Education
Higher Ed overhaul eyed to cut costs
01:00 AM EST on Sunday, December 7, 2008
Bracing for deeper budget cuts, higher education officials are considering a range of cost-saving measures at the state’s three public colleges — from eliminating dozens of small academic programs to consolidating some redundant programs to reducing the number of credits needed to earn a degree.
They also warn that increases in tuition and fees for next year will probably double. Students at the University of Rhode Island, Rhode Island College and Community College of Rhode Island will most likely see increases of 20 percent to 25 percent, or even higher.
“We need to have an ongoing analysis of how we can reduce costs,” said Jack Warner, the state’s higher education commissioner. “We don’t hold out a lot of hope for an infusion of state money, because given the fiscal situation, it doesn’t seem to be there.”
The Board of Governors for Higher Education will vote whether to approve the changes to academic programs at a 5 p.m. meeting tomorrow at CCRI’s Warwick campus.
If approved, the board would begin reviewing small and duplicate programs and recommend cuts in April and May. Bachelor-degree programs that require more than 120 credits and associate-degree programs that require more than 60 credits will be reviewed for possible reduction of credits in June.
It would take a few years to see savings, Warner said, as programs would be phased out gradually to accommodate students currently enrolled.
About 40 small programs graduating 6 or fewer students a year have been eliminated in the past several years. Warner wants to increase the threshold to 11 or fewer students a year, a change that would target another dozen programs for possible elimination.
Consolidating duplicate programs could be trickier. For example, all three schools offer nursing, and both URI and RIC offer popular teacher-training programs. Warner said high volume, high-need courses, such as nursing and teaching, will most likely remain in place. But some smaller or mid-sized programs could be consolidated, although Warner declined to detail possible consolidations.
“These are efforts to achieve long-term structural savings,” Warner said. “We understand the need to downsize and restructure and be as lean as we can possibly be. We have a responsibility to do that because we are going to have to pass on a much higher price to students and families and we need to know we have cut as much as we can.”
This year, URI, RIC and CCRI lost about $30 million in state financing, forcing the institutions to hike tuition and fees beyond what they had originally intended. The colleges were counting on about $180 million from the state, but ended up receiving about $150 million. The bulk of higher education’s $850-million budget comes from tuition and fees from the roughly 40,000 students who attend the three colleges.
In January, tuition and fees will once again rise at the three schools by $200 to $250 per student because of more last-minute cuts by the state. In-state students at URI will pay $3,977 this spring, not counting room and board. At RIC, in-state students will pay $2,645, and at CCRI, students will pay $1,597.
The national recession, the state’s yawning budget deficit and Rhode Island’s highest-in-the-nation unemployment rate indicate there will be even less money to run the state colleges next year, Warner said. At this point, the colleges will be lucky to get $147 million from the state for the 2009-2010 academic year — an amount higher education officials referred to as “the worst-case scenario” back in September. With that level of financing, tuition and fees at the three colleges would spike by at least 20 percent to 25 percent. It would be the sharpest increase since the last significant recession and the state’s banking crisis in the early 1990s.
The Board of Governors will have to review its budget, including tuition and fee rates, after Governor Carcieri announces his state spending plan early next year.
“The nature of the crisis we are in means that even though the impact on higher education is not yet known, the trends are clear,” Warner said.
The proposed changes stop short of consolidating the state colleges, an idea briefly floated last spring by lawmakers. Warner said that combining URI and RIC would not save money in the end. Because of unions and other issues, salaries and other costs would rise if the two institutions were merged, he said.
Combining RIC and CCRI was also rejected by higher education officials, who pointed out that CCRI, which has open admissions and offers remedial English and math classes in addition to college courses, clearly has a different mission than a master’s degree granting institution such as RIC, Warner said.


WORK TASK — Without including any images, please transcribe all the lines below exactly.

SUPPLIED RECORDS —
——————
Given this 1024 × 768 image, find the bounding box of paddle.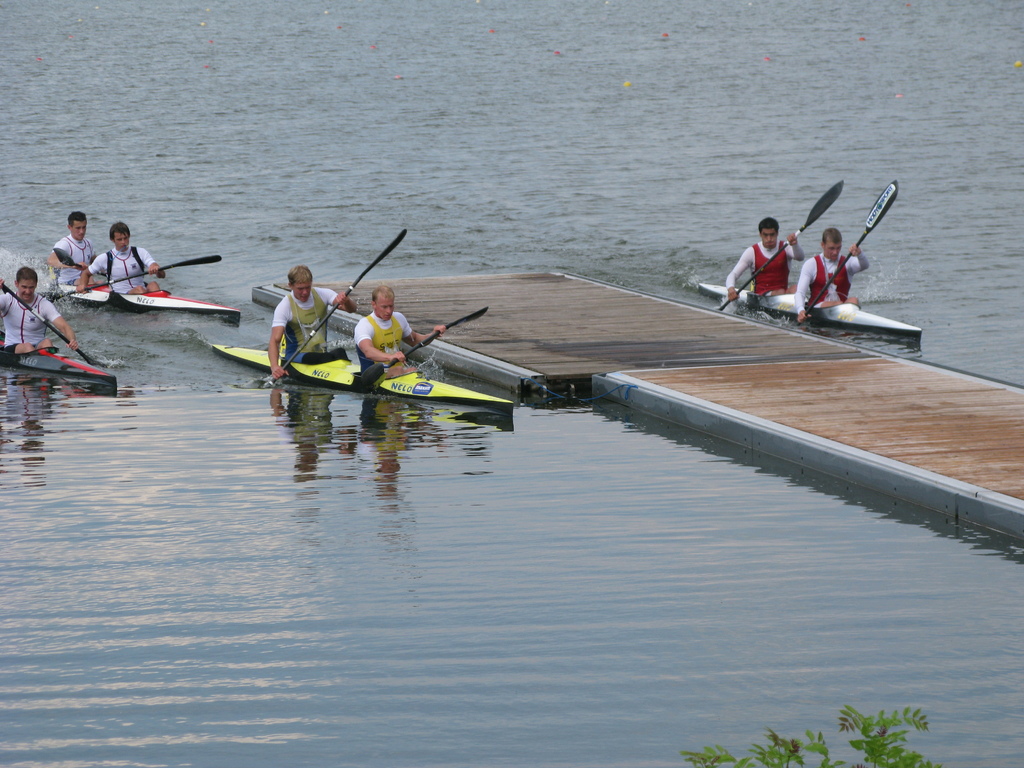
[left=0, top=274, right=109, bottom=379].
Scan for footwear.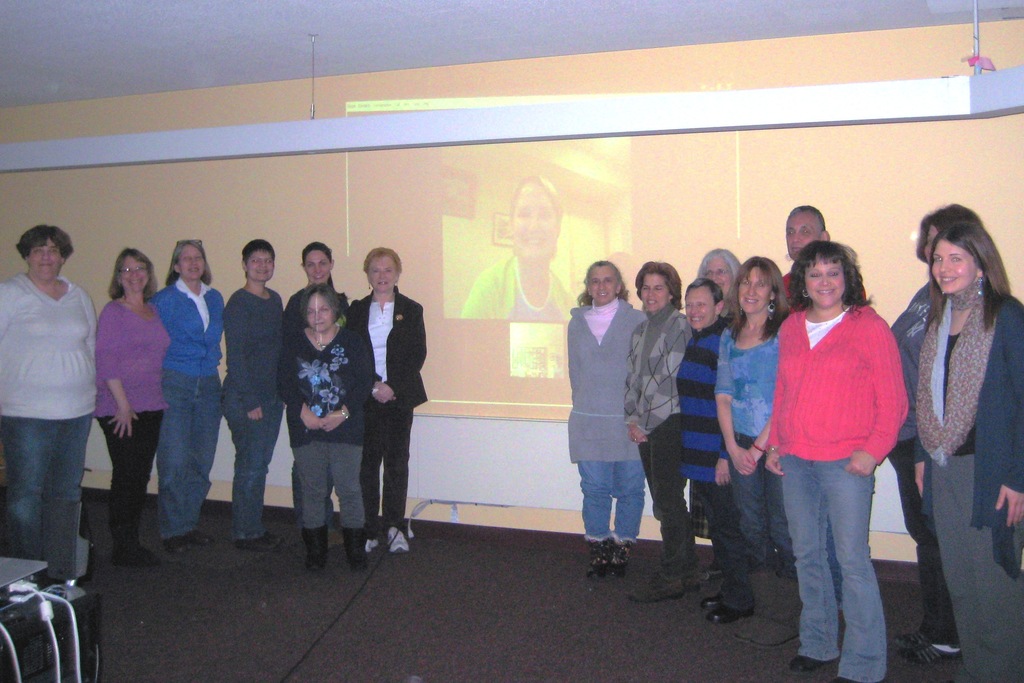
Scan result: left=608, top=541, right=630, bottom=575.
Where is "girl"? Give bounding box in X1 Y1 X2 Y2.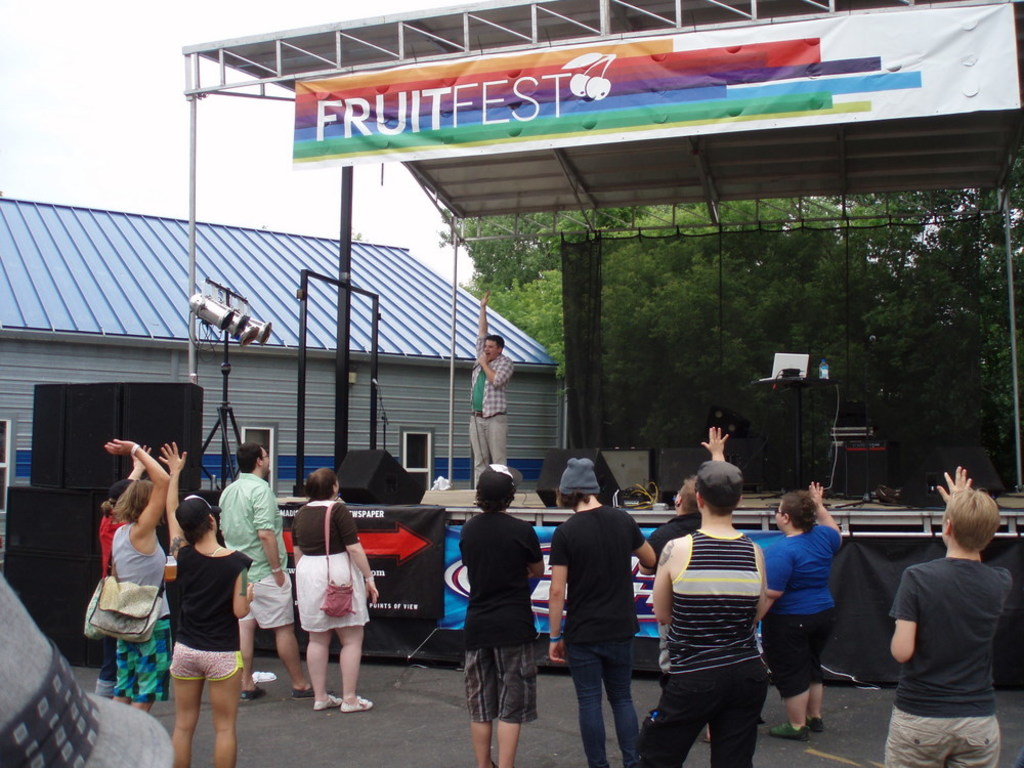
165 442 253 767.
——————
RESULT OF THE TASK —
Given this 1024 × 768 image, find the bounding box of paddle.
[left=0, top=274, right=109, bottom=379].
Scan for footwear.
Scan result: left=608, top=541, right=630, bottom=575.
Where is "girl"? Give bounding box in X1 Y1 X2 Y2.
165 442 253 767.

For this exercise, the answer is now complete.